Tags

, ,

I have my routine responses to what happens around me just like everyone else, but this last year I have been tangentially involved in improvisation. It is a technique first known to me from watching stage performers on TV such as Saturday Night Live. Those people have only an outline of what they are going to do, and a few props too, but some of the skits they do are clearly made up in the moment of reactions to what the other people are doing and saying at that time. This is wholly different from other acting techniques, such as the Stanislavsky method of acting where the actor pre-thinks about emotional scenes that put them in the right frame of mind for the mood and associated emotions to come to the fore, and when in the mood they go ahead and perform the written lines and actions.

Improv is different; it is a special form of acting that responds as spontaneously as possible from within a limited set of rules. These rules are intended to free up one’s responses by expanding the options available. One of the first rules for achieving spontaneity is responding to the other person’s statements and actions with a positive response instead of an analytical one. Having hung around the intellectual community of the University of California – Berkeley for fifty years I have inadvertently cultivated the habit of seeing the abstract borders of a thought and then “improving it” by a, generally negative, chipping away at its perceived limitations. It is thought of as a way of getting to the deeper truths of whatever is being discussed, and that it usually gets to a better statement of the core idea. It is an analytic process and method of chipping down to the essence.

Improv is different, doesn’t chip away, it adds. It takes what is present and adds more positive material to it. That idea is encapsulated in the phrase “Yes and.” The improvisor responds in a positive way to what is on the floor and then adds an appropriate something more. Improv is additive and accumulative, intellectualizing is subtractive and abstracting an essence. Thus, improv creates expansive ways of behaving, and intellectualizing hones behavior toward ideals. Improv moves toward Classic Homeric Greek expansive storytelling, whereas intellectualizing moves toward Classic Greek idealized Platonic forms. Improv grasps its moment fully, but is quick to hand off to others something they can participate in, and add to, intellectualizing tightens things toward a memorable uniqueness. Improv when given the opportunity tends toward cooperative, happy and enthusiastic, but intellectualizing tends toward individualized, dour, and constrained.
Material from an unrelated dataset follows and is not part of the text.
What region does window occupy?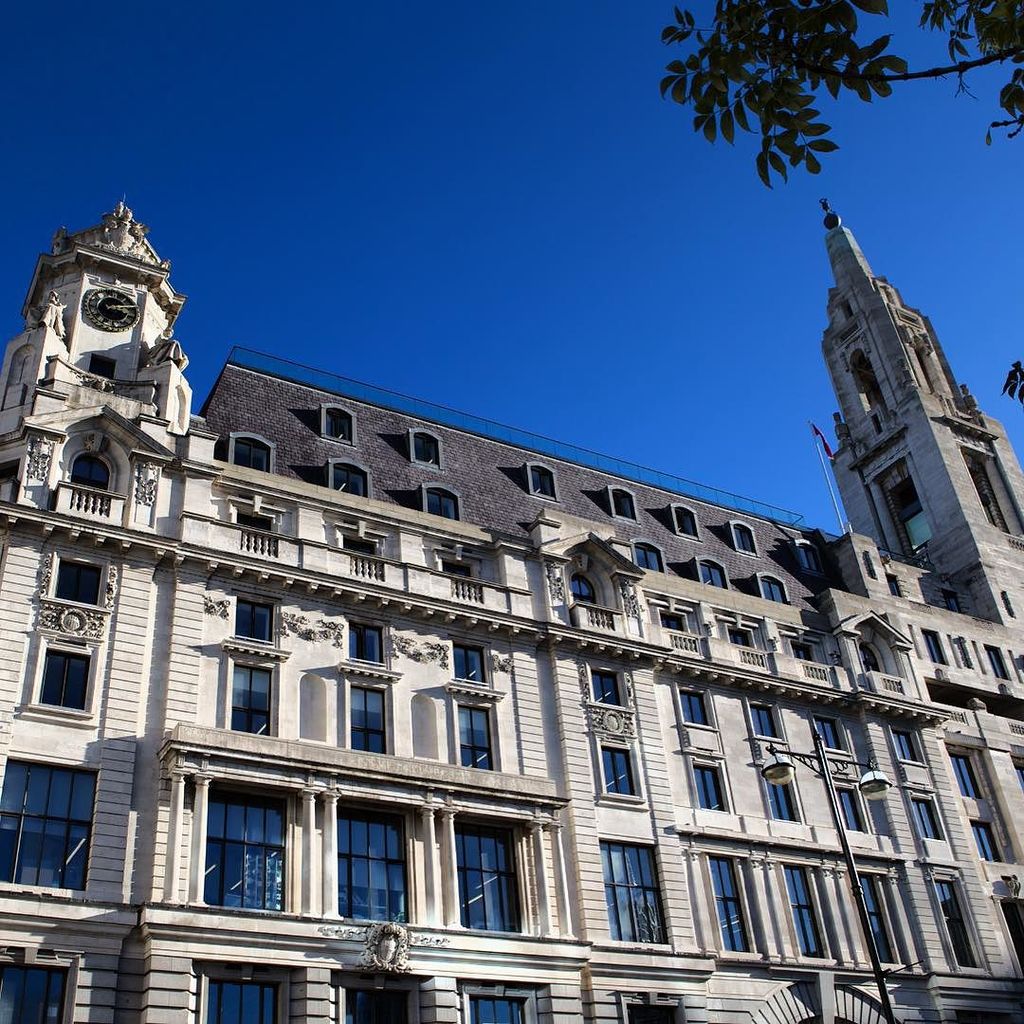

Here is an improv-like game for cultivating the ability to give and receive. It makes sense to practice this for a while because if you are a typical person you probably have some problems with giving and receiving, particularly in politely receiving gifts. We will develop some other games later that will help with developing other abilities, but this giving and receiving one is easy and important.

Begin with a circle of about eight people, and give every other person some item of small value. Items such as a pencil, a piece of blank paper, a paper clip, a piece of string, it can be anything. The game begins by the person holding an object turning to the left and giving the gift to the person next to them, and saying something appropriate in their own words. “Here is a pencil, it’s a gift and you can do with it as you wish.” The recipient would say something appropriate which would formulate a use for the item, such as, “Thank you, I can use this for making my grocery list.” They then turn to the person to their left and say something appropriate, such as, “I have this extra pencil, and you might find a use for it. It’s yours.” “Thank you, I needed a pencil for propping a wobbly chair.” The offer and the receipt statements can be anything reasonably appropriate. These offers and receipts go for about two minutes and then reverse direction around the circle. Each person will have had enough responses on each direction to feel comfortable with the game. Then it changes a bit, and a single person does a transaction with the person next to them, and each of the other players say and physically act out first the giving person and then the receiving person. This can be done in unison if it feels better. Then the next pair of people do a transaction and the group does the repeating copying actions. We go around the circle until everyone has had a chance to play both parts.

In about ten minutes everyone has had the opportunity to do these giving and receiving transactions about twenty times, and has had a chance to practice doing these transactions in a ways that are new to them. This gives people alternate ways to respond in the future to these types of situations. They become more conscious of how they and other people are behaving and are more able to respond consciously and deliberately to what comes their way.

By practicing standard transactions in an improv way people become more fully human.